Filters to stop obscenity on Internet urged | Pakistan Press Foundation (PPF)

Pakistan Press Foundation

Filters to stop obscenity on Internet urged

KARACHI- The Internet Service Providers (ISPs) are not providing the facility of filters for obscenity, which is creating social and moral problems to the web users in our country.

This was stated by Muhammad Ali of InterLan Consulting while addressing a seminar on ‘Child Stalking and Paedophiles on the Net’ held at the Defence Central Library.

He said that the ISPs are legally bound to place filters to stop obscenity from reaching the users in countries like Singapore, China, the UAE, and Saudi Arabia.

However, in Pakistan the ISPs have turned down the request for placing filters on the service, maintaining that it is the users headache to install software to filter obscenity, he lamented.

He urged the authorities that to legally restrain the Internet cafes to install locks on their browsers for blocking obscene sites.

At least the cyber cafes should show some social responsibility and make different arrangements for adults and children, Ali stated.

He stressed that the police must be given a freehand to implement the laws against obscenity present in the Pakistan Penal Code as far as net cafes are concerned.

“Due to absence of any check on obscenity, the children under the age of nine are being exposed to sites which seriously damage their psychological and social behaviour”, Ali said.

“We are not talking about children under the age of nine seeing some nude pictures, they are being exposed to hardcore sex, which seriously damages the mental frame of even adult viewers over a period of time,” he added.

The most alarming is the fact that the criminal-minded people allure children and girls through exposure of pornography bombarded through e-mail, he said.

Although child stalking is a crime and punishable under the Pakistani law, which puts it in the ambit of laws relating to sexual abuse, it is hardly reported.

Ali recalled there was only one case which was reported to the police and the culprit was arrested with the help of IT experts made available by the Citizen Police Liaison Committee (CPLC).

That single case involved a French family, whereas Pakistani people hush up these sorts of things, he said, expressing dismay over the absence of communication between children and parents.

He also said that before putting the child on the net, the parents must make sure that the computer has filters, fix the time when it is to be used and place the computer at an open place instead of the privacy of bedrooms.

The chief gust on the occasion, Fatima Surayya Bajiya, lamented that excess exposure to obscene sites is damaging social fabric of our society.

The nucleus of the family, the nexus of peace and security, has become endangered, she warned.

She stressed that the parents must develop strong relationships with children. Instead of dumping children in front of TV, video and computer and forgetting them, the parents must give ample time to their offspring even at the cost of parties and dinners, she said.

Bajiya pointed the pathetic picture of a child of two-and-a-half years who has just started to understand the love of parents and suddenly is pushed away to a Montessori.

For three months children cry, shiver, defecate, throw up choking after crying too long and then realise the people at home really don’t care about me, and actually it is the teachers and the attendant ladies of the school who actually love me. This child becomes dejected from the family, and the weakening social fabric further weakens, she lamented.

The net should be limited to the utility of its purpose for strongly vouching for legal and technical checks on obscene sites opening up in ace of user without any invitation, Bajiya asserted.

She also put great emphasis on physical activities and sports that are fading out as most of the time children are sitting in from of screens. Director Education of DHA Brigadier Fayuz-ur-Rahman (Retd) asserted that the parents must show more responsibility towards their children.

Preventing children from exposure to pornography long before they have attained adulthood is a serious lapse on part of parents, he said.

He quoted a number of verses from the Quran and Hadith, encouraging Muslims to attain knowledge, but only that, which is beneficial.

He also expressed the fear that exposure to pornography would damage the psychological behaviour and make children socially deviant.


• [What to produce]: Pictures stay out of your copy, but everything else in the records below must be repeated exactly.

• [Records provided]:

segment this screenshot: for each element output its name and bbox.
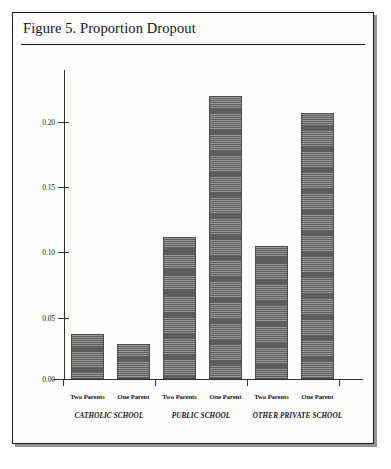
x-tick-mark-left-edge: [63, 379, 64, 386]
y-tick-label-2: 0.10: [13, 248, 55, 257]
x-tick-mark-right-edge: [339, 379, 340, 386]
x-tick-mark-group-1-2: [155, 379, 156, 386]
y-tick-mark-4: [58, 122, 69, 123]
category-label-4: Two Parents: [245, 393, 298, 400]
bar-chart-plot-area: 0.00 0.05 0.10 0.15 0.20 Two Parents One…: [13, 13, 375, 445]
category-label-3: One Parent: [200, 393, 251, 400]
y-axis-line: [64, 70, 65, 380]
bar-catholic-one-parent: [117, 344, 150, 379]
category-label-1: One Parent: [108, 393, 159, 400]
category-label-5: One Parent: [292, 393, 343, 400]
y-tick-label-0: 0.00: [13, 375, 55, 384]
y-tick-label-3: 0.15: [13, 183, 55, 192]
group-label-catholic-school: CATHOLIC SCHOOL: [54, 412, 164, 420]
group-label-other-private-school: OTHER PRIVATE SCHOOL: [235, 412, 360, 420]
y-tick-mark-1: [58, 318, 69, 319]
y-tick-mark-3: [58, 187, 69, 188]
y-tick-mark-2: [58, 252, 69, 253]
figure-frame: Figure 5. Proportion Dropout 0.00 0.05 0…: [12, 12, 374, 444]
x-axis-line: [53, 379, 363, 380]
bar-catholic-two-parents: [71, 334, 104, 379]
bar-public-one-parent: [209, 96, 242, 379]
bar-other-private-one-parent: [301, 113, 334, 379]
x-tick-mark-group-2-3: [247, 379, 248, 386]
category-label-2: Two Parents: [153, 393, 206, 400]
y-tick-label-4: 0.20: [13, 118, 55, 127]
bar-other-private-two-parents: [255, 246, 288, 379]
category-label-0: Two Parents: [61, 393, 114, 400]
bar-public-two-parents: [163, 237, 196, 379]
y-tick-label-1: 0.05: [13, 314, 55, 323]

• [Exercise solution]:
segment this screenshot: for each element output its name and bbox.
x-tick-mark-left-edge: [63, 379, 64, 386]
y-tick-label-2: 0.10: [13, 248, 55, 257]
x-tick-mark-right-edge: [339, 379, 340, 386]
x-tick-mark-group-1-2: [155, 379, 156, 386]
y-tick-mark-4: [58, 122, 69, 123]
category-label-4: Two Parents: [245, 393, 298, 400]
bar-chart-plot-area: 0.00 0.05 0.10 0.15 0.20 Two Parents One…: [13, 13, 375, 445]
category-label-3: One Parent: [200, 393, 251, 400]
y-axis-line: [64, 70, 65, 380]
bar-catholic-one-parent: [117, 344, 150, 379]
category-label-1: One Parent: [108, 393, 159, 400]
category-label-5: One Parent: [292, 393, 343, 400]
y-tick-label-0: 0.00: [13, 375, 55, 384]
y-tick-label-3: 0.15: [13, 183, 55, 192]
group-label-catholic-school: CATHOLIC SCHOOL: [54, 412, 164, 420]
group-label-other-private-school: OTHER PRIVATE SCHOOL: [235, 412, 360, 420]
y-tick-mark-1: [58, 318, 69, 319]
y-tick-mark-3: [58, 187, 69, 188]
y-tick-mark-2: [58, 252, 69, 253]
figure-frame: Figure 5. Proportion Dropout 0.00 0.05 0…: [12, 12, 374, 444]
x-axis-line: [53, 379, 363, 380]
bar-catholic-two-parents: [71, 334, 104, 379]
bar-public-one-parent: [209, 96, 242, 379]
bar-other-private-one-parent: [301, 113, 334, 379]
x-tick-mark-group-2-3: [247, 379, 248, 386]
category-label-2: Two Parents: [153, 393, 206, 400]
y-tick-label-4: 0.20: [13, 118, 55, 127]
bar-other-private-two-parents: [255, 246, 288, 379]
category-label-0: Two Parents: [61, 393, 114, 400]
bar-public-two-parents: [163, 237, 196, 379]
y-tick-label-1: 0.05: [13, 314, 55, 323]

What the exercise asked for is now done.